Back on the boat and in a marina it was rather frustrating that a Sainsbury’s delivery driver couldn’t find us. With all the activity around Lichfield due to building HS2 I’m not surprised. We haven’t seen any track being laid yet, just enormous construction depots and road works. Thankfully – and eventually – a taxi driver could find his way from Lichfield station with our guests for a week, Bailey and Anna, all the way from Washington DC and Jackson City Tennessee respectively. I’m amazed that a solid week of rain last October apparently hasn’t put Bailey off the English canals, and that she not only came back, but brought her sister with her.
it did make us laugh in the middle of this exceptionally hot and dry summer, that the girls, along with the Sainsbury’s delivery (eventually!) arrived in the middle of a rainstorm. The lack of rain is starting to cause us some problems. So far the Leeds and Liverpool, Macclesfield and Peak Forest canals are closed, the Trent and Mersey just as well may be, and there are restrictions on many others. I’m sure we will get back to our home mooring in Rufford at some stage this winter, but it wouldn’t be looking good if we turned north now.
Water levels are so low that somewhere on the Coventry Canal we came across a party of scouts who had got their boat thoroughly stuck. Martyn and I weren’t on the boat at the time, the girls were doing a great job in charge. The scouts didn’t have a boat pole (that they could find!) so Bailey and Anna attached a line and gave them a tug to get them going. Of course we grounded ourselves in the process, but we know how to get free!
We’d planned to journey with Bailey and Anna from Lichfield to Rugby, and had a lot of fun on the way. They bought cheese and sweets from a couple of tradingboats, we found a fabulous deli in Brinklow and we enjoyed several pub visits.
There was a lot of wildlife in evidence, mainly rats. We were in one of the Atherstone locks when one decided to use the stern of the boat as a bridge from one side of the lock to the other. The next day as well as a dead one in the canal there was a live one swimming alongside the boat. I also spotted a cheeky squirrel using a telegraph wire as a tightrope. The wildlife highlight of the week was a water vole on the towpath practically running over Bailey’s foot!
Because none of us can help overachieving, we went far beyond Rugby and ended up at Long Buckby on the Grand Union Canal, where the girls had to leave to fly home. That gave us a couple of days to cruise down as far as Stowe Hill, the first place where many years ago I ever got involved in winding a narrowboat. And a right mess up that was! I think we do a bit better these days.
Pleased you had a fabulous week with the Americans. Bailey must find our canals very different to the C&O back home. We can remember crossing it whilst exploring quaint old Georgetown. You were lucky to get some rain but a lot more is needed especially up north so you can get back to your mooring. No doubt we’ll soon be moaning about too much and flooding! Enjoy your pub lunches and pints. Love from us both xx
Back in the winter Bailey video called us from Washington. She found the canal there and one of the locks and was delighted that she knew how to work a boat through it. On the whole we’ve found the US canals we’ve seen very different to ours. We have no plans to navigate the Intracoastal Waterway on Beau Romer!
I’m so sorry to hear about the low water!! Of course this makes me want to do a journey with you both. I’ve always been enthralled with this story. You actually romanticized the rats. 😝😝. Love to you both a d safety!!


WORK TO COMPLETE: Output each record below exactly as it stands, leaving out the pictures.
──────── RECORDS SUPPLIED ────────
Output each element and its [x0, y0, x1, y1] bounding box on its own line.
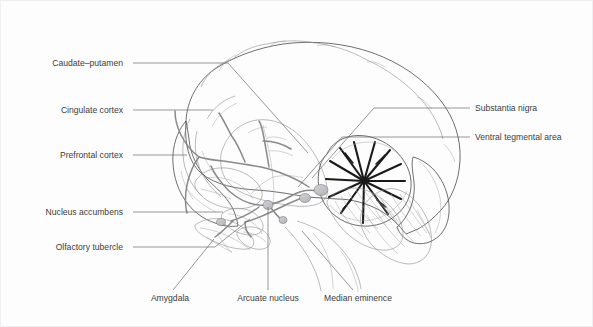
nucleus-accumbens-structure — [221, 208, 263, 235]
label-substantia-nigra: Substantia nigra — [475, 103, 537, 113]
cerebellar-folia — [326, 142, 405, 223]
label-olfactory-tubercle: Olfactory tubercle — [56, 242, 124, 252]
label-amygdala: Amygdala — [151, 293, 189, 303]
dopamine-pathways — [175, 111, 328, 237]
olfactory-node — [217, 219, 226, 226]
label-caudate-putamen: Caudate–putamen — [52, 58, 123, 68]
label-nucleus-accumbens: Nucleus accumbens — [46, 207, 123, 217]
label-ventral-tegmental-area: Ventral tegmental area — [475, 132, 562, 142]
amygdala-structure — [237, 227, 270, 249]
leader-caudate-putamen — [133, 63, 308, 153]
median-eminence-node — [279, 217, 287, 224]
label-arcuate-nucleus: Arcuate nucleus — [237, 293, 299, 303]
brain-pathway-diagram: Caudate–putamen Cingulate cortex Prefron… — [0, 0, 593, 327]
leader-median-eminence — [302, 231, 353, 290]
substantia-nigra-node — [314, 185, 328, 196]
label-cingulate-cortex: Cingulate cortex — [61, 105, 124, 115]
pallidum-structure — [195, 168, 262, 209]
label-median-eminence: Median eminence — [324, 293, 392, 303]
cerebellum — [318, 135, 431, 264]
leader-olfactory-tubercle — [133, 219, 250, 247]
diagram-canvas: Caudate–putamen Cingulate cortex Prefron… — [1, 1, 593, 327]
leader-lines — [133, 63, 470, 290]
label-prefrontal-cortex: Prefrontal cortex — [60, 150, 124, 160]
ventral-tegmental-area-node — [300, 194, 311, 203]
────────
ANSWER AREA:
Output each element and its [x0, y0, x1, y1] bounding box on its own line.
nucleus-accumbens-structure — [221, 208, 263, 235]
label-substantia-nigra: Substantia nigra — [475, 103, 537, 113]
cerebellar-folia — [326, 142, 405, 223]
label-olfactory-tubercle: Olfactory tubercle — [56, 242, 124, 252]
label-amygdala: Amygdala — [151, 293, 189, 303]
dopamine-pathways — [175, 111, 328, 237]
olfactory-node — [217, 219, 226, 226]
label-caudate-putamen: Caudate–putamen — [52, 58, 123, 68]
label-nucleus-accumbens: Nucleus accumbens — [46, 207, 123, 217]
label-ventral-tegmental-area: Ventral tegmental area — [475, 132, 562, 142]
amygdala-structure — [237, 227, 270, 249]
leader-caudate-putamen — [133, 63, 308, 153]
median-eminence-node — [279, 217, 287, 224]
label-arcuate-nucleus: Arcuate nucleus — [237, 293, 299, 303]
brain-pathway-diagram: Caudate–putamen Cingulate cortex Prefron… — [0, 0, 593, 327]
leader-median-eminence — [302, 231, 353, 290]
substantia-nigra-node — [314, 185, 328, 196]
label-cingulate-cortex: Cingulate cortex — [61, 105, 124, 115]
pallidum-structure — [195, 168, 262, 209]
label-median-eminence: Median eminence — [324, 293, 392, 303]
cerebellum — [318, 135, 431, 264]
leader-olfactory-tubercle — [133, 219, 250, 247]
diagram-canvas: Caudate–putamen Cingulate cortex Prefron… — [1, 1, 593, 327]
leader-lines — [133, 63, 470, 290]
label-prefrontal-cortex: Prefrontal cortex — [60, 150, 124, 160]
ventral-tegmental-area-node — [300, 194, 311, 203]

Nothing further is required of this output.